Some folk sports were especially invented to promote togetherness. In Shrovetide

races in Denmark, one boy had to compete with four, six, or up to twelve girls who used

a handkerchief in a sort of relay. The result of the race was not important for the

participants, as the prize (money or goods) would be given to the joint feast, regardless of, whether is was the boy or the girls who won. More important was the sexual joking that took place as the girls flirted with the boy to distract him and cause him to stumble.
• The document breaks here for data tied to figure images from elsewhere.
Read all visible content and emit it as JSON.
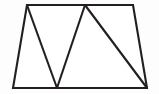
{
  "figure": {
    "canvas": {
      "width": 159,
      "height": 94,
      "background_color": "#fdfdfd"
    },
    "style": {
      "stroke_color": "#231f20",
      "fill_color": "#ffffff",
      "stroke_width": 2.1
    },
    "outline": {
      "name": "trapezoid",
      "points": "27,5 133,5 147,88 13,88",
      "vertices": [
        {
          "label": "top-left",
          "x": 27,
          "y": 5
        },
        {
          "label": "top-right",
          "x": 133,
          "y": 5
        },
        {
          "label": "bottom-right",
          "x": 147,
          "y": 88
        },
        {
          "label": "bottom-left",
          "x": 13,
          "y": 88
        }
      ]
    },
    "dividers": [
      {
        "name": "divider-top-left-to-bottom-mid",
        "x1": 27,
        "y1": 5,
        "x2": 57,
        "y2": 88
      },
      {
        "name": "divider-bottom-mid-to-top-apex",
        "x1": 57,
        "y1": 88,
        "x2": 85,
        "y2": 5
      },
      {
        "name": "divider-top-apex-to-bottom-right",
        "x1": 85,
        "y1": 5,
        "x2": 147,
        "y2": 88
      }
    ]
  }
}
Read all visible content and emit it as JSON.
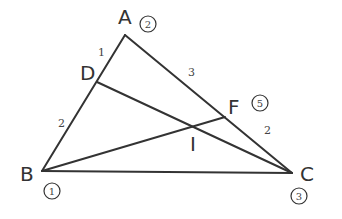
{
  "figure": {
    "type": "triangle-cevian-diagram",
    "points": {
      "A": {
        "label": "A",
        "weight": "2",
        "x": 125,
        "y": 35
      },
      "B": {
        "label": "B",
        "weight": "1",
        "x": 42,
        "y": 171
      },
      "C": {
        "label": "C",
        "weight": "3",
        "x": 292,
        "y": 173
      },
      "D": {
        "label": "D",
        "x": 97,
        "y": 82
      },
      "F": {
        "label": "F",
        "weight": "5",
        "x": 225,
        "y": 117
      },
      "I": {
        "label": "I",
        "x": 194,
        "y": 127
      }
    },
    "segment_labels": {
      "AD": "1",
      "DB": "2",
      "AF": "3",
      "FC": "2"
    },
    "segments": [
      "AB",
      "AC",
      "BC",
      "CD",
      "BF"
    ]
  }
}
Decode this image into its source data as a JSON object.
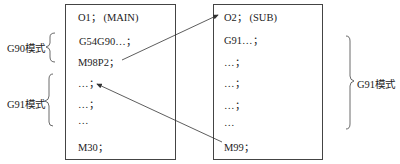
{
  "main_program": {
    "lines": [
      "O1；  (MAIN)",
      "G54G90…；",
      "M98P2；",
      "…；",
      "…；",
      "…",
      "M30；"
    ]
  },
  "sub_program": {
    "lines": [
      "O2；  (SUB)",
      "G91…；",
      "…；",
      "…；",
      "…；",
      "…",
      "M99；"
    ]
  },
  "labels": {
    "g90_mode": "G90模式",
    "g91_mode_left": "G91模式",
    "g91_mode_right": "G91模式"
  }
}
Flirtation was an important element of folk festivals. Along with dances, the folk

5 sports contributed to the playful encounter between boys and girls, between men and

women. In societies where rigid segregation of the sexes was the norm, folk sports made

flirtation possible by allowing participants to take a time out from the norm and to run

and capture, to or even kiss members of the opposite sex. Many folk games and dances in northern Europe had a strong erotic component including Shrovetide pageants,

Easter fire (which included dancing around a fire, jumping over a fire – often in couples, and flirtatious joking), Maypole festivals, Sankt Hans (midsummer night bonfire), and

New Year’s fun. Folk sports were often arranged by so-called youth guilds or "game rooms" (Lichtstuben), which placed possible marriage partners together. Such activities are also known from Central Asia, where Kazakh youths played the White Bone Game

(ak suiek) on warm summer nights. Two teams of young people, boys and girls, tried to find a bone that a referee had thrown as far as possible into the dark. While the two teams were searching and fighting for the bone, some pairs of boys and girls searched for erotic experiences and temporarily disappeared in the vast steppe.

Folk sport, however, did not only affirm gender identity, but could also mock it in

the form of parody. In dance and game, mummery and scene play, men could appear as

women, and women and men. Wearing the clothing of the opposite sex and using body

movements that fit the stereotype of "the other sex" appealed to the spectators’ sense of

humor. When the European ruling classes of the seventeenth and eighteenth centuries tried to suppress the popular games as part of their attack on folk culture in general, they used the games’ sexual content as moral arguments for their elimination.

Modern sport against folk sports: Separation and sameness

6 Modern sport, as it developed in the Western world beginning in the eighteenth and early

nineteenth centuries, was to some extent based on folk sports, but at the same time

marginalized it. Modern sport brought a new sense of discipline and a new set of rules for

social relations. What was folk sport before, became now highly organized in strictly

separated disciplines, which aimed at systematizing results and maintaining records.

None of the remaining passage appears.